🤖 AI Summary
This paper addresses the measurability of “goal-directedness” in complex agents, identifying fundamental conceptual ambiguities and formalization challenges in both behavioral observation and internal-state probing—the two dominant methodological approaches. Methodologically, it integrates behavioral analysis, mechanistic explanation, and formal modeling to systematically examine the implicit assumptions and inherent limitations of behaviorist versus mechanist paradigms in goal attribution. The primary contribution is a rigorous demonstration that goal-directedness lacks objective quantifiability; instead, it is an observer-dependent, emergent property arising dynamically within multi-agent interactions. Consequently, the paper proposes a novel, non-reductionist, de-intrinsicized modeling framework for goals—one that eschews internal mental-state commitments and prioritizes relational, interactional structure.

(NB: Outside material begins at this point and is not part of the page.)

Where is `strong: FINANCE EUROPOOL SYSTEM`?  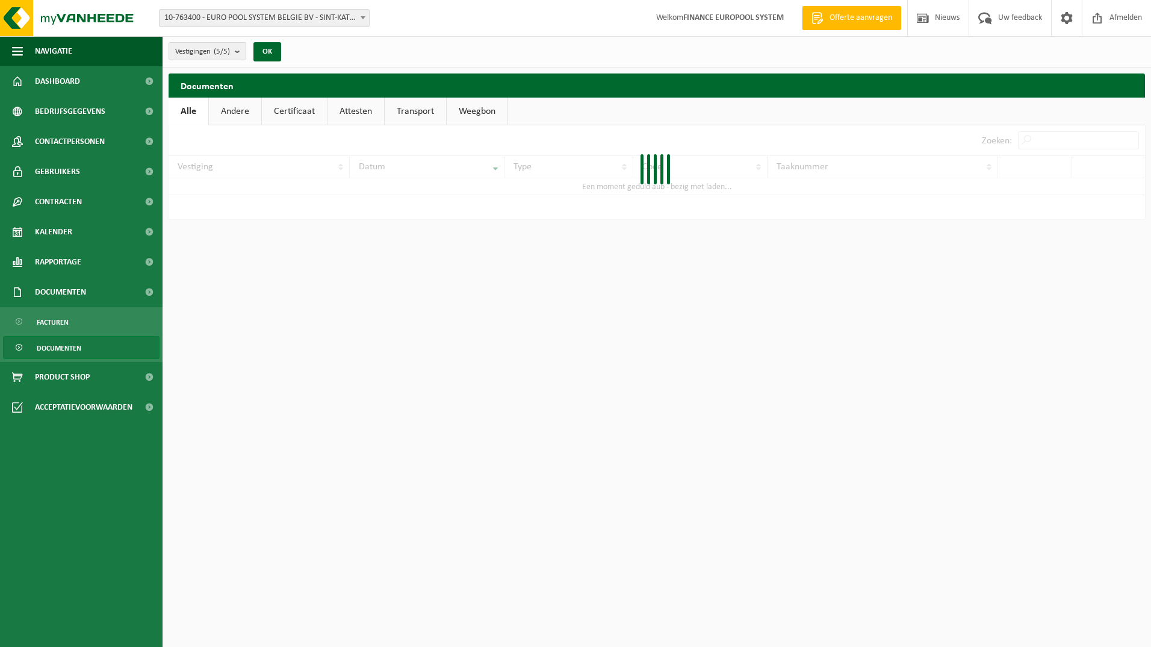
strong: FINANCE EUROPOOL SYSTEM is located at coordinates (733, 17).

This conceptual reframing provides foundational groundwork for advancing AI interpretability, value alignment, and agent evaluation.
📝 Abstract
Our ability to predict the behavior of complex agents turns on the attribution of goals. Probing for goal-directed behavior comes in two flavors: Behavioral and mechanistic. The former proposes that goal-directedness can be estimated through behavioral observation, whereas the latter attempts to probe for goals in internal model states. We work through the assumptions behind both approaches, identifying technical and conceptual problems that arise from formalizing goals in agent systems. We arrive at the perhaps surprising position that goal-directedness cannot be measured objectively. We outline new directions for modeling goal-directedness as an emergent property of dynamic, multi-agent systems.